Chris Helm / about 6 years ago

This year’s SXSW was about discovering a sense of impossibilities and new forms of storytelling. This included the ‘Impossible Burger’ from Google-backed venture Impossible Foods, which manufactures meat substitutes that taste just like real meat, and predictions that artificial intelligence will be injected into our bodies and govern our self-conscious decision making in 20 years’ time. These seemingly impossible examples show how realities are now being blended to achieve an unexpected, new and extended reality.

At this year’s event new activations for storytelling with user-controlled content such as 360, augmented reality (AR) and virtual reality (VR) made clear headway. Brands and technology companies alike showed how to create real-world fictional environments and blend them with virtual world experiences to create ever more immersive experiences for consumers.

My favourite experience was the Ready Player One VR campaign, which incorporated both real-world and virtual world experiences.

The soon to be launched Ready Player One film is directed by Steven Spielberg and set in the year 2045 in a dystopian world where inhabitants take refuge in a VR game called the OASIS. Warner Bros. launched an immersive VR experience in partnership with HTC Vive to promote the film at SXSW.

To do this, the entertainment giant took over the corner of an Austin street to house several elements of the film set, which provided the perfect context for some VR demos. Visitors could sit in the DeLorean from Back to the Future and play arcade games from the 80’s. Visitors were also able to use a VR headset to step inside the world of OASIS and explore eight scenes inspired by the film to delve even deeper into the narrative.

This mixing of different realities to deepen storytelling was echoed in other similar experiences at SXSW. For example, HBO’s interactive ‘real-world’ experience that allowed visitors to be transported into an Austin ghost town to promote the Westworld TV series launch next year.

These experiences allude to the future shape of user-controlled content experiences. AR in particular, has the potential to deepen storytelling and take consumers into a VR experience, much like the Ready Player One and Westworld SXSW campaigns do.

With Google and Spotify APIs all supporting spatial audio, here at Blend Media we are already experimenting with this to create more immersive 360 experiences that complement visuals with sound that brings consumers even deeper into an experience.

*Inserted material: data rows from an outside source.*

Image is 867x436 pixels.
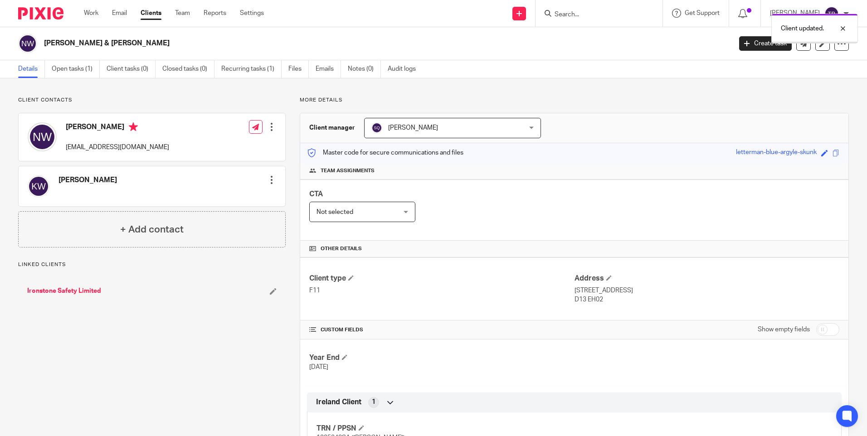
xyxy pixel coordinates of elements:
[27,287,101,296] a: Ironstone Safety Limited
[28,122,57,151] img: svg%3E
[300,97,849,104] p: More details
[59,176,117,185] h4: [PERSON_NAME]
[388,60,423,78] a: Audit logs
[309,364,328,371] span: [DATE]
[162,60,215,78] a: Closed tasks (0)
[316,398,361,407] span: Ireland Client
[781,24,824,33] p: Client updated.
[66,143,169,152] p: [EMAIL_ADDRESS][DOMAIN_NAME]
[739,36,792,51] a: Create task
[18,261,286,269] p: Linked clients
[175,9,190,18] a: Team
[309,274,574,283] h4: Client type
[321,245,362,253] span: Other details
[84,9,98,18] a: Work
[240,9,264,18] a: Settings
[66,122,169,134] h4: [PERSON_NAME]
[575,286,840,295] p: [STREET_ADDRESS]
[348,60,381,78] a: Notes (0)
[758,325,810,334] label: Show empty fields
[129,122,138,132] i: Primary
[309,353,574,363] h4: Year End
[309,327,574,334] h4: CUSTOM FIELDS
[107,60,156,78] a: Client tasks (0)
[388,125,438,131] span: [PERSON_NAME]
[575,274,840,283] h4: Address
[316,60,341,78] a: Emails
[317,424,574,434] h4: TRN / PPSN
[112,9,127,18] a: Email
[18,7,63,20] img: Pixie
[371,122,382,133] img: svg%3E
[204,9,226,18] a: Reports
[825,6,839,21] img: svg%3E
[309,123,355,132] h3: Client manager
[18,97,286,104] p: Client contacts
[44,39,589,48] h2: [PERSON_NAME] & [PERSON_NAME]
[28,176,49,197] img: svg%3E
[120,223,184,237] h4: + Add contact
[736,148,817,158] div: letterman-blue-argyle-skunk
[307,148,464,157] p: Master code for secure communications and files
[372,398,376,407] span: 1
[221,60,282,78] a: Recurring tasks (1)
[141,9,161,18] a: Clients
[18,60,45,78] a: Details
[317,209,353,215] span: Not selected
[288,60,309,78] a: Files
[309,286,574,295] p: F11
[18,34,37,53] img: svg%3E
[575,295,840,304] p: D13 EH02
[52,60,100,78] a: Open tasks (1)
[321,167,375,175] span: Team assignments
[309,190,323,198] span: CTA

SXSW shows that 360, AR and VR experiences are evolving to enable advertisers and publishers to tell more transformative stories. Today, when brands are fighting for screen space and the micro-attention of users, using a mix of VR and AR provides a way to take consumers on a more immersive journey where they are given a choice of where to look and when to explore further.

If SXSW is anything to go by, the impossible might just be possible. There’s no doubt that we are going to see more campaigns that blend realities in the year ahead to deliver some out of this world immersive experiences.